Figure 15-12d [view large image] Hierarchy Problem

Supersymmetry also addresses a host of other mysteries in modern physics such as the tremendous concentration of energy in the universe (the cosmological constant problem), the origin of cosmic inflation, matter/antimatter asymmetry, the nature of cold dark matter, and the special forms of the Higgs interactions.


Supersymmetry Breaking If supersymmetry were an exact, unbroken symmetry, the superpartners would have the same mass of the ordinary particles. However, no such particles have ever been observed, and supersymmetry, therefore, if it is a true symmetry of particle physics, must be broken. If the breaking of supersymmetry is in such a way that the explanation for the hierarchy problem is still valid, then the mass of the superpartners would be in the order of 103 Gev - just at the mass range accessible to the new generation of accelerators. All current models of supersymmetry breaking predict flavor-changing interactions. These are processes that change quarks or leptons into their other generation - processes not observed in experiments. How to break supersymmetry but prevent flavor changing is a crucial challenge if supersymmetry is to succeed in addressing the hierarchy problem. Figure 15-12e depicts a model developed by Lisa Randall. It resolves the flavor-changing problem with two branes sequestered (separated) in a fifth dimension. In the model, the Standard model particles are on one brane, and particles that break supersymmetry are sequestered on the other. Gravitons in the fifth dimension serve as the intermediary particle that carry the effect of supersymmetry breaking to the Standard model particles. Such form of interaction would generate the necessary superpartner masses (in the 250 Gev range), but do not cause quarks or leptons to change to another flavor particles.

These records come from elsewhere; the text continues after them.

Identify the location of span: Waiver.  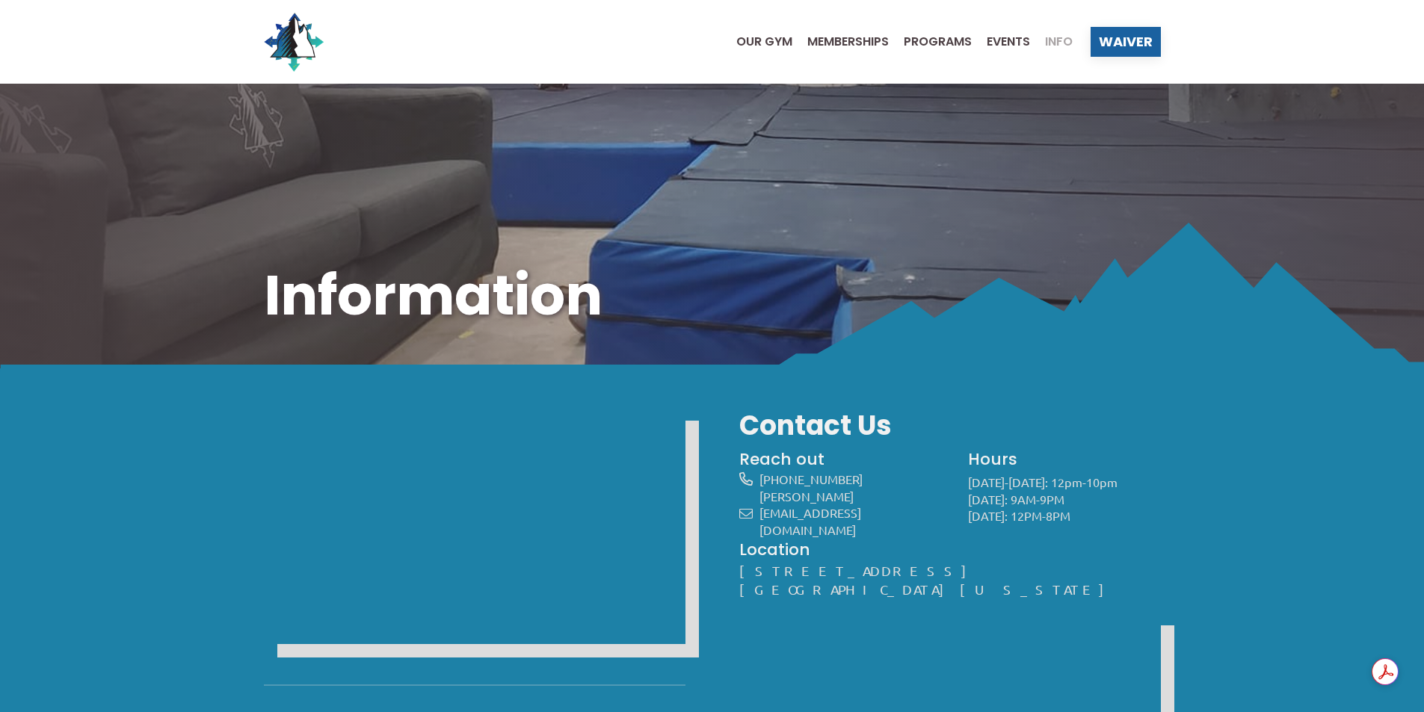
(1125, 42).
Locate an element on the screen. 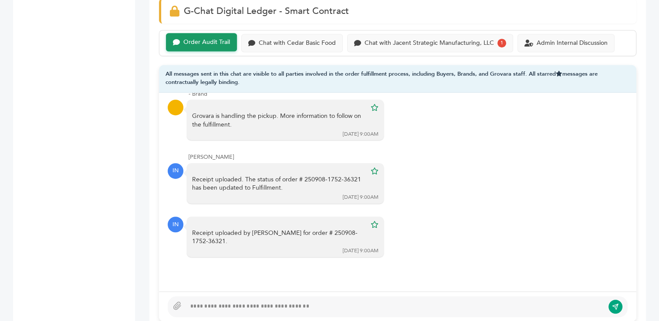 The height and width of the screenshot is (321, 659). div: Admin Internal Discussion is located at coordinates (572, 43).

Figure 15-12e Supersymmetry Breaking [view large image]


The idea of supersymmetry can be expressed in simple mathematics such as:
Qi|Fi> = |Bi> and Qi|Bi> = |Fi>
where |Fi> and |Bi> are fermionic and bosonic states respectively. The operator Qi is called supersymmetry (SUSY) generator (also known as supercharge), which acts to transform these states into each other. The number of SUSY generators characterizes the theory when we add one or more generators to the fields of the standard model or other theories such as the theory of string. The altered theory is then adjusted to remain invariant under the SUSY transformation - resulting in new fields and associated particles (see for example the case of adding supersymmetry to the string theory). If there is one SUSY generator, then the new theory has N = 1 supersymmetry, e.g., the minimally supersymmetric standard model or MSSM. The N = 2 supersymmetry theory has 2 SUSY generators, ... and so on.